I would like to focus only on the interpretation of this wonderfully ambiguous sentence—the one that means that the incidence of narcolepsy is higher than what is thought, the intended reading in fact. Here again, as per Fauconnier, we have two mental spaces, one of them factual reality, and the other the mental space that the syntactic construct thought creates. In each space, narcolepsy is prevalent to a certain degree, and we are comparing these degrees. Note that thought, as a non-finite verb is a slight variation on the definition of a space-builder in that the subject is not overtly specified, but understood to be everyone.

Example (23), the final one we will consider, also sets up two mental spaces for comparison: the past reality (ever before) , and the current reality (now).


  1. Now more than ever before, linguistics has a chance of becoming a useful, practical discipline.

Computational interpretations of comparatives, by their very nature, are inclined to look at the meaning from an interpretive perspective (cf. Rayner et al.(1988), and the study by Colin (1994) on an Australian English corpus). In the perspective presented above, the simplicity of comparative phrasal complements is a given, and the complexity is found in the interpretation. The last few examples sketch the possibility that the pragmatic machinery given to us by Fauconnier may be absolutely necessary to assign interpretation to phrasal comparatives regardless of one’s syntactic perspective (cf. Rullman (1994) for arguments that Fauconnier’s analysis applies to certain Dutch comparatives).
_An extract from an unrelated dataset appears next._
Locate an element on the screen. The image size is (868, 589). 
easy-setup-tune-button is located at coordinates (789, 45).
I conclude with a quote from Fauconnier (p. 34), which is relevant to the interpretation of phrasal comparatives:
“The relationship” [between two sentences, one of them elliptical] “is a consequence of the discourse-processing possibilities and is not a property of the syntax; reflecting the relationship directly in the syntax by means of underlying forms amounts to arbitrary reduplication, since the posited underlying forms will be different in every case.”
References:
Bresnan, Joan 1973. Syntax of the comparative construction in English. Linguistic Inquiry 4.3:275-345.

Bresnan, Joan 1975. Comparative deletion and constraints on transformations. Linguistic Inquiry 1.1:25-74.
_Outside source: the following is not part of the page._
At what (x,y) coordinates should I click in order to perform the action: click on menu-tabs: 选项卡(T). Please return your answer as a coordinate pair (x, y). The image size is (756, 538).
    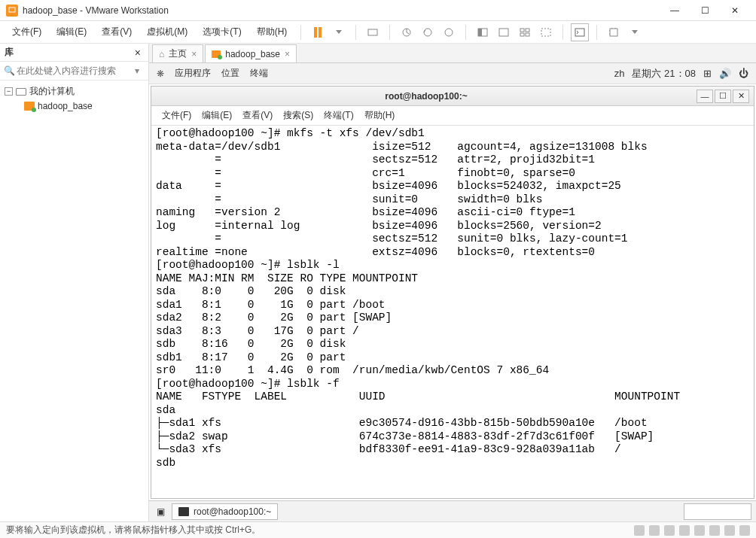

Bresnan, Joan 1977. Variables in the theory of transformations. In Culicover et al.

Chomsky, Noam 1977. On Wh-movement. In Culicover et al.

Colins, Peter 1994. The Structure of English Comparative Clauses, U of New South Wales, Kensington 2033 Australia 1994,75, 2, Mar, 157-165. CODEN:ESJEAP

Culicover, P., T. Wasow, and A. Akmajian (eds.) 1977. Formal Syntax. New York: Academic Press.

Fauconnier, Gilles, Mental spaces; aspects of meaning construction in natural language. MIT Press 1985.

Francis, W. N., and H. Kucera, 1982. Frequency analysis of English Usage: Lexicon and Grammar. Houghton Mifflin Company.

Hankamer, Jorge 1973. Why there are two than’s in English. CLS 9:179-92.

Kajita, Masaru 1977. Toward a dynamic model of syntax. Studies in English Linguistics5:44-66.

Lakoff, George, 1987. Women, fire, and dangerous things; what categories reveal about the mind. Chicago.

McCawley, James 1973. Grammar and meaning. Tokyo: Taishukan and New York: Academic Press.

McCawley, James 1988. The syntactic phenomena of English, Chicago.

Napoli, Donna Jo 1983. Comparative Ellipsis: A Phrase Structure Analysis, Linguistic Inquiry 14, 4, pp. 675-694..

Pinkham, Jessie, 1982. The formation of comparative clauses in French and English, Ph.D. dissertation. Garland Press 1985.

Rayner, M and A. Banks 1988. Parsing and Interpreting comparatives, Proceedings of the 26th Annual Meeting of the Association For Computational Linguistics. 7-10 June 1988.